Try to make your mind as constant as the breath. Stick with it all the way in, all the way out. And then all the way in the next time, all the way out the next time. Don’t let there be any gaps.

"If you look deep into the mind, you find that there is a quality of just knowingness — that it doesn’t matter what happens, there’s a knowing. Things can come falling down all around you and there’s still that knowing. Our problem is that we identify with all the things that can fall down — that can be shaken, perturbed. And so in the meditation we’re trying to find our way to that spot of unperturbed knowing. Even though it may not be the deathless, it’s a good place to be: good, strong equanimity; a good, solid foundation inside.

And we’re taught our lesson about that property of knowingness by looking at the properties in the body. You’ve got the earth, water, fire, the energy of the breath. These are basic properties that let you know that you’ve got a body here. And they’re always there. Sometimes one may be more predominant than the others, but they’re always there all the time. So when you see that the breath is constant — even when it’s still, there’s an element of still energy that counts as breath as well — when you see that the breath is constant, try to make your mind as constant as the breath. Pick up some habits from it.

When things go well, look at the properties in the body: They don’t change. When things go poorly, look at the properties in the body — and they’re the same. Try to make your mind that solid, that constant, that dependable.

One of our biggest problems in life is that we want something we can depend on and yet we’re probably the most undependable feature in our lives: our mind and all of its sudden turns, sudden changes. So we’re trying to take this most unreliable part of ourselves and apprentice it to some parts that are a little bit more reliable, more solid, more constant, so that it will pick up their habits.

It may seem like we’re running against the Buddha’s teachings. After all, he emphasizes that we should see things as inconstant and stressful and not-self, and here it seems like we’re focusing on making the mind constant so it has a sense of ease and that it’s under our control. And that’s true. But only when you develop the mind in this direction will you begin to see the really subtle things that the Buddha was teaching when he was talking about the three characteristics. You can’t see what’s inconstant unless you make yourself really, really constant. Otherwise everything seems to be moving — like everything in the countryside when you look out the window of a moving train — and you have no idea what’s moving and what’s not. You can’t detect subtle stress unless you have a very strong sense of ease. And you really can’t know the not-selfness of things unless you try your best to bring them under your control. That’s when you find the extent to which you can control things and where exactly you can’t.

In other words, you have to fight against the three characteristics if you’re really going to see them clearly.

But you don’t have to think of it as a fight right now. Think of it as learning from your friends, or of apprenticing yourself to the breath. What does the breath have to teach you? It always comes in, always comes out. Whether you pay attention to it or not, that’s what it’s doing. It’s not looking for your approval. It’s just doing what it does, with a certain constancy.

So at the very least, try to make your mind as constant as the breath. Stick with it all the way in, all the way out. And then all the way in the next time, all the way out the next time. Don’t let there be any gaps. Because it’s in the constancy, the consistency, that, one, you develop the qualities you really need in the mind, and two, you begin to see things you didn’t see before. The things that used to happen when you blinked — now there’s no blinking, so you can see them.

It’s when the mind can learn to rely on itself in this way that what it sees is really worth seeing and taking to heart."

~ Thanissaro Bhikkhu "The Constancy of the Body"

Comments

Popular posts from this blog

Equanimity rests on the confidence that as long as you put in positive energy with positive intentions, positive results will have to come out at some point.

So it’s not a question of deciding who’s right and who’s wrong, who’s to blame and who’s not. The question is, do you want to suffer or not?

As they say in the forest tradition, the sky could be falling but we’re going to stay right here and not let it get to us, because we need a part of the mind that things don’t get to. That’s our sanity. That’s our safety.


## [Task statement]
The answer must consist of every record below, transcribed exactly.

*** Records for this task Section Begins ***

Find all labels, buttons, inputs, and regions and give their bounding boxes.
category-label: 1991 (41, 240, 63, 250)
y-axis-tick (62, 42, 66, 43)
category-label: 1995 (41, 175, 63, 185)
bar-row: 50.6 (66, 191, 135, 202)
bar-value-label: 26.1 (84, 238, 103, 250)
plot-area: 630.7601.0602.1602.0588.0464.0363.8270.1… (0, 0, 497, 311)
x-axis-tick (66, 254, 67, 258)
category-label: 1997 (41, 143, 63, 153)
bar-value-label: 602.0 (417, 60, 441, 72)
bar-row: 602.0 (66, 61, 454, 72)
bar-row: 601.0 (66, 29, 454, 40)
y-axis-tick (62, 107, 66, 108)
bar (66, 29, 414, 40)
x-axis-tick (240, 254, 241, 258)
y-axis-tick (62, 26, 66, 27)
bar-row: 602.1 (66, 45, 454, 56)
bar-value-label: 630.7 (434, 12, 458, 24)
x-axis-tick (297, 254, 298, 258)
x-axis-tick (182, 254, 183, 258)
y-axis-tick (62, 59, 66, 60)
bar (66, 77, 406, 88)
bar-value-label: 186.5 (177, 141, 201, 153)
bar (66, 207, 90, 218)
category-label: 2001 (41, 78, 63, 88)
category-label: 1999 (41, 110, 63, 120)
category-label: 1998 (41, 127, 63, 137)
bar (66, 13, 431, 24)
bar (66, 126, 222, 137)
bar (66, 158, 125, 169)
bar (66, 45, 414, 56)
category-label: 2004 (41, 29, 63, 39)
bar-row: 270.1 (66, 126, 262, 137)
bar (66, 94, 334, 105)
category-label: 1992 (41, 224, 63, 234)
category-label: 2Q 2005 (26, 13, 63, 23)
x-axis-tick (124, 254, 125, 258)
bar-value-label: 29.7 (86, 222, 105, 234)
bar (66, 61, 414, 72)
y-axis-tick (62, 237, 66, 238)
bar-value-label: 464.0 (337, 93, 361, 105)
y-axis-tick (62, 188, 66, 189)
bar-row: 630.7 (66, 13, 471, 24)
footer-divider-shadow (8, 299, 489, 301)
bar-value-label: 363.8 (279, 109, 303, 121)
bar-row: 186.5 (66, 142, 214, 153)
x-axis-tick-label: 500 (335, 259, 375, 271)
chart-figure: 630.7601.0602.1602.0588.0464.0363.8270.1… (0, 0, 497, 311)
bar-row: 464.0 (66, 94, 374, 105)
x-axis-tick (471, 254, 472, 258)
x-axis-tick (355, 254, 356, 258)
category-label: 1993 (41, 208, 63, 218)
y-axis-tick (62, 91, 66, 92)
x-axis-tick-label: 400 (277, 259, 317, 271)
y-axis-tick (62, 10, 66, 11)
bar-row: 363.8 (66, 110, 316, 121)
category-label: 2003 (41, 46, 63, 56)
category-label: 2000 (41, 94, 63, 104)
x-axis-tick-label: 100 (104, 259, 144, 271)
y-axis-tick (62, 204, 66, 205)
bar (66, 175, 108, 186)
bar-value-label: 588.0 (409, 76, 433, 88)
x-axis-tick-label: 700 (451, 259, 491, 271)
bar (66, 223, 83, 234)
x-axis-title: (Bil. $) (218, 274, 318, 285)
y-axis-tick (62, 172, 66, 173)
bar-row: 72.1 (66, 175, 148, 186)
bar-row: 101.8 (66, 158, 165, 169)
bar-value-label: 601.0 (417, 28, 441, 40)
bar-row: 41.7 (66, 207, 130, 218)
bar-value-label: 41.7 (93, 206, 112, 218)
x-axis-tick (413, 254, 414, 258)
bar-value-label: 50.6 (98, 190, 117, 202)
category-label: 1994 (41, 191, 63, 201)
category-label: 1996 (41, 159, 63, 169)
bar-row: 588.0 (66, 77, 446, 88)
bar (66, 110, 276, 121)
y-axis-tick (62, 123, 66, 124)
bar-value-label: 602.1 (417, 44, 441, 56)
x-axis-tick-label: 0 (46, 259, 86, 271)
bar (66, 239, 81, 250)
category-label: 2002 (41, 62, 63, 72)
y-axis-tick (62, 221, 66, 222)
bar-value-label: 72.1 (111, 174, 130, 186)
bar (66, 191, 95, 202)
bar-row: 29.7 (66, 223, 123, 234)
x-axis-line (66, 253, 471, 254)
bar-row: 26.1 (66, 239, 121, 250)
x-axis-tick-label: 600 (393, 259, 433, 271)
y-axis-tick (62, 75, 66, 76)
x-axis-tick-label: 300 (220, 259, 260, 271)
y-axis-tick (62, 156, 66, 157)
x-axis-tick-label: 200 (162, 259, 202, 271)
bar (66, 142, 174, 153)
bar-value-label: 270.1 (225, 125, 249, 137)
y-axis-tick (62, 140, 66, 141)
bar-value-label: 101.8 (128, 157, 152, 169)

*** Records for this task Section Ends ***

## [Expected output]
Find all labels, buttons, inputs, and regions and give their bounding boxes.
category-label: 1991 (41, 240, 63, 250)
y-axis-tick (62, 42, 66, 43)
category-label: 1995 (41, 175, 63, 185)
bar-row: 50.6 (66, 191, 135, 202)
bar-value-label: 26.1 (84, 238, 103, 250)
plot-area: 630.7601.0602.1602.0588.0464.0363.8270.1… (0, 0, 497, 311)
x-axis-tick (66, 254, 67, 258)
category-label: 1997 (41, 143, 63, 153)
bar-value-label: 602.0 (417, 60, 441, 72)
bar-row: 602.0 (66, 61, 454, 72)
bar-row: 601.0 (66, 29, 454, 40)
y-axis-tick (62, 107, 66, 108)
bar (66, 29, 414, 40)
x-axis-tick (240, 254, 241, 258)
y-axis-tick (62, 26, 66, 27)
bar-row: 602.1 (66, 45, 454, 56)
bar-value-label: 630.7 (434, 12, 458, 24)
x-axis-tick (297, 254, 298, 258)
x-axis-tick (182, 254, 183, 258)
y-axis-tick (62, 59, 66, 60)
bar (66, 77, 406, 88)
bar-value-label: 186.5 (177, 141, 201, 153)
bar (66, 207, 90, 218)
category-label: 2001 (41, 78, 63, 88)
category-label: 1999 (41, 110, 63, 120)
category-label: 1998 (41, 127, 63, 137)
bar (66, 13, 431, 24)
bar (66, 126, 222, 137)
bar (66, 158, 125, 169)
bar (66, 45, 414, 56)
category-label: 2004 (41, 29, 63, 39)
bar-row: 270.1 (66, 126, 262, 137)
bar (66, 94, 334, 105)
category-label: 1992 (41, 224, 63, 234)
category-label: 2Q 2005 (26, 13, 63, 23)
x-axis-tick (124, 254, 125, 258)
bar-value-label: 29.7 (86, 222, 105, 234)
bar (66, 61, 414, 72)
y-axis-tick (62, 237, 66, 238)
bar-value-label: 464.0 (337, 93, 361, 105)
y-axis-tick (62, 188, 66, 189)
bar-row: 630.7 (66, 13, 471, 24)
footer-divider-shadow (8, 299, 489, 301)
bar-value-label: 363.8 (279, 109, 303, 121)
bar-row: 186.5 (66, 142, 214, 153)
x-axis-tick-label: 500 (335, 259, 375, 271)
chart-figure: 630.7601.0602.1602.0588.0464.0363.8270.1… (0, 0, 497, 311)
bar-row: 464.0 (66, 94, 374, 105)
x-axis-tick (471, 254, 472, 258)
x-axis-tick (355, 254, 356, 258)
category-label: 1993 (41, 208, 63, 218)
y-axis-tick (62, 91, 66, 92)
x-axis-tick-label: 400 (277, 259, 317, 271)
y-axis-tick (62, 10, 66, 11)
bar-row: 363.8 (66, 110, 316, 121)
category-label: 2003 (41, 46, 63, 56)
category-label: 2000 (41, 94, 63, 104)
x-axis-tick-label: 100 (104, 259, 144, 271)
y-axis-tick (62, 204, 66, 205)
bar (66, 175, 108, 186)
bar-value-label: 588.0 (409, 76, 433, 88)
x-axis-tick-label: 700 (451, 259, 491, 271)
bar (66, 223, 83, 234)
x-axis-title: (Bil. $) (218, 274, 318, 285)
y-axis-tick (62, 172, 66, 173)
bar-row: 72.1 (66, 175, 148, 186)
bar-row: 101.8 (66, 158, 165, 169)
bar-value-label: 601.0 (417, 28, 441, 40)
bar-row: 41.7 (66, 207, 130, 218)
bar-value-label: 41.7 (93, 206, 112, 218)
x-axis-tick (413, 254, 414, 258)
bar-value-label: 50.6 (98, 190, 117, 202)
category-label: 1994 (41, 191, 63, 201)
category-label: 1996 (41, 159, 63, 169)
bar-row: 588.0 (66, 77, 446, 88)
bar (66, 110, 276, 121)
y-axis-tick (62, 123, 66, 124)
bar-value-label: 602.1 (417, 44, 441, 56)
x-axis-tick-label: 0 (46, 259, 86, 271)
bar (66, 239, 81, 250)
category-label: 2002 (41, 62, 63, 72)
y-axis-tick (62, 221, 66, 222)
bar-value-label: 72.1 (111, 174, 130, 186)
bar (66, 191, 95, 202)
bar-row: 29.7 (66, 223, 123, 234)
x-axis-line (66, 253, 471, 254)
bar-row: 26.1 (66, 239, 121, 250)
x-axis-tick-label: 600 (393, 259, 433, 271)
y-axis-tick (62, 75, 66, 76)
x-axis-tick-label: 300 (220, 259, 260, 271)
y-axis-tick (62, 156, 66, 157)
x-axis-tick-label: 200 (162, 259, 202, 271)
bar (66, 142, 174, 153)
bar-value-label: 270.1 (225, 125, 249, 137)
y-axis-tick (62, 140, 66, 141)
bar-value-label: 101.8 (128, 157, 152, 169)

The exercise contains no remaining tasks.